Birth control and the asymmetry
February 20, 2012 Leave a comment
You know how I’ve been saying that the Republican party has moved way more to the right than Democrats have moved left. Well, this isn’t nice numbers based on thousands of votes, but it’s damn illustrative (from a Post article on the new politics of birth control):
“We need to take sensationalism out of this topic so that it can no longer be used by militants who have no real knowledge of the voluntary nature of the program but, rather, are using it as a political stepping stone,” said George H.W. Bush. “If family planning is anything, it is a public health matter.”

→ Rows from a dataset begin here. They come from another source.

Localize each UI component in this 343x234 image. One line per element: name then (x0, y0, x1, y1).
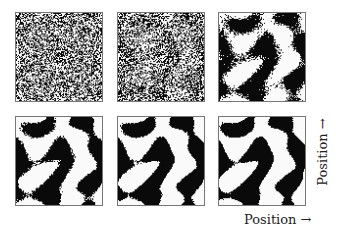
panel-6-labyrinth-final (218, 116, 306, 206)
panel-2-faint-clusters (117, 12, 205, 102)
panel-5-labyrinth (117, 116, 205, 206)
panel-4-forming-stripes (15, 116, 103, 206)
panel-3-emerging-blobs (218, 12, 306, 102)
y-axis-label: Position → (315, 118, 330, 185)
panel-1-random-noise (15, 12, 103, 102)
x-axis-label: Position → (244, 212, 311, 227)
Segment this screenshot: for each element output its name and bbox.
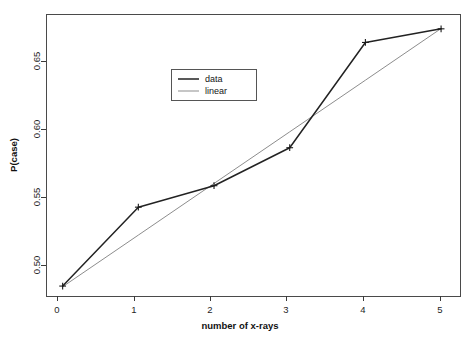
legend-label-data: data bbox=[205, 74, 223, 84]
y-axis-title: P(case) bbox=[8, 138, 19, 172]
xray-probability-line-chart: 0.50 0.55 0.60 0.65 P(case) 0 bbox=[0, 0, 470, 340]
y-tick-label: 0.60 bbox=[31, 120, 42, 139]
chart-legend: data linear bbox=[171, 69, 256, 100]
x-tick-label: 4 bbox=[360, 304, 365, 315]
y-tick-label: 0.65 bbox=[31, 52, 42, 71]
x-tick-label: 2 bbox=[207, 304, 212, 315]
x-tick-label: 0 bbox=[54, 304, 59, 315]
chart-background bbox=[0, 0, 470, 340]
legend-label-linear: linear bbox=[205, 86, 227, 96]
x-tick-label: 5 bbox=[437, 304, 442, 315]
x-tick-label: 1 bbox=[131, 304, 136, 315]
y-tick-label: 0.55 bbox=[31, 188, 42, 207]
x-axis-title: number of x-rays bbox=[201, 320, 278, 331]
y-tick-label: 0.50 bbox=[31, 256, 42, 275]
x-tick-label: 3 bbox=[283, 304, 288, 315]
chart-figure: 0.50 0.55 0.60 0.65 P(case) 0 bbox=[0, 0, 470, 340]
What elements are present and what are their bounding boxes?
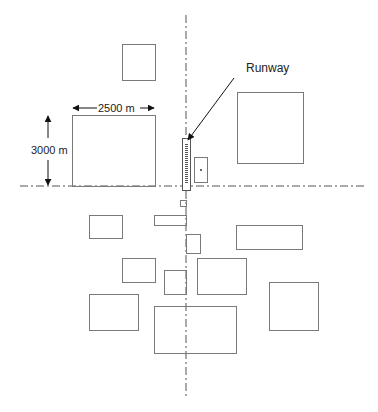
block-sw-2 xyxy=(123,259,156,283)
block-east-wide xyxy=(237,226,303,250)
block-dimensioned-large xyxy=(73,116,156,187)
block-far-east xyxy=(270,283,319,331)
block-small-se xyxy=(187,235,201,254)
runway-label: Runway xyxy=(246,62,289,74)
runway-pointer-arrow xyxy=(188,78,234,140)
runway xyxy=(183,78,235,191)
height-dimension-label: 3000 m xyxy=(31,144,68,156)
block-large-east xyxy=(238,93,304,164)
block-strip xyxy=(155,216,187,226)
terminal-marker-dot xyxy=(200,169,202,171)
building-blocks xyxy=(73,45,319,354)
block-sw-1 xyxy=(90,216,123,239)
block-center-small xyxy=(165,271,187,295)
block-top-square xyxy=(123,45,156,81)
block-south-large xyxy=(155,307,237,354)
block-center-east xyxy=(198,259,247,295)
site-plan-diagram xyxy=(0,0,378,412)
runway-hatch xyxy=(185,144,188,184)
width-dimension-label: 2500 m xyxy=(98,102,135,114)
block-sw-3 xyxy=(90,295,139,331)
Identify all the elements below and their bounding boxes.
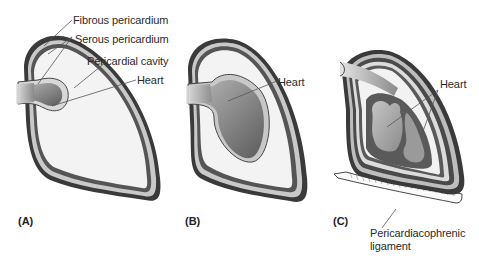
label-heart-c: Heart	[440, 78, 466, 90]
panel-label-c: (C)	[333, 215, 348, 227]
panel-b-drawing	[186, 38, 307, 201]
panel-label-b: (B)	[185, 215, 200, 227]
label-ligament-line1: Pericardiacophrenic	[370, 227, 465, 239]
pericardium-diagram	[0, 0, 479, 261]
label-heart-b: Heart	[278, 76, 304, 88]
label-heart-a: Heart	[137, 74, 163, 86]
label-pericardial-cavity: Pericardial cavity	[87, 55, 168, 67]
label-serous-pericardium: Serous pericardium	[75, 33, 169, 45]
label-ligament-line2: ligament	[370, 240, 411, 252]
panel-label-a: (A)	[18, 215, 33, 227]
panel-c-drawing	[334, 50, 464, 203]
label-fibrous-pericardium: Fibrous pericardium	[73, 14, 168, 26]
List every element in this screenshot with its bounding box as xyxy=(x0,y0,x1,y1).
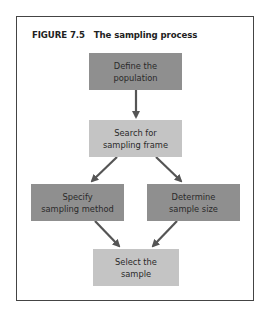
node-search-sampling-frame: Search forsampling frame xyxy=(89,120,182,157)
node-determine-sample-size: Determinesample size xyxy=(147,184,240,221)
node-select-sample: Select thesample xyxy=(93,249,179,286)
arrow-determine-to-select xyxy=(153,221,177,246)
node-define-population: Define thepopulation xyxy=(89,53,182,90)
arrow-specify-to-select xyxy=(95,221,119,246)
node-specify-sampling-method: Specifysampling method xyxy=(31,184,124,221)
arrow-search-to-specify xyxy=(92,157,117,181)
arrow-search-to-determine xyxy=(156,157,181,181)
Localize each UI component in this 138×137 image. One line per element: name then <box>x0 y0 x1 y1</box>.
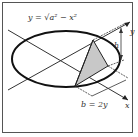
y-axis-line <box>8 22 130 90</box>
y-axis-label: y <box>130 28 135 36</box>
base-label: b = 2y <box>81 101 108 109</box>
diagram-frame: y = √a² − x² h b = 2y x y <box>0 0 138 137</box>
equation-label: y = √a² − x² <box>28 14 77 22</box>
height-label: h <box>114 42 119 50</box>
x-axis-label: x <box>125 102 130 110</box>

Title X, the law he sponsored that still funds family planning for the poor, passed the House by a vote of 298 to 32. It passed the Senate unanimously. A Republican president, Richard Nixon, enthusiastically signed it.
That was 1970.
This is now: The issue of birth control has suddenly become an obsession of the 2012 presidential campaign. To many observers, it seems that the clock has indeed been turned back.
Using birth control to have sex without making a baby has been settled social behavior, not a taboo but an ordinary prescription that virtually all American women present at the drugstore counter at some point in their lives. For many, it seems the common-sense way to avoid the prospect of abortion, which has been the really divisive issue of sexual politics.
That is, unless, you are a modern-day Republican politician.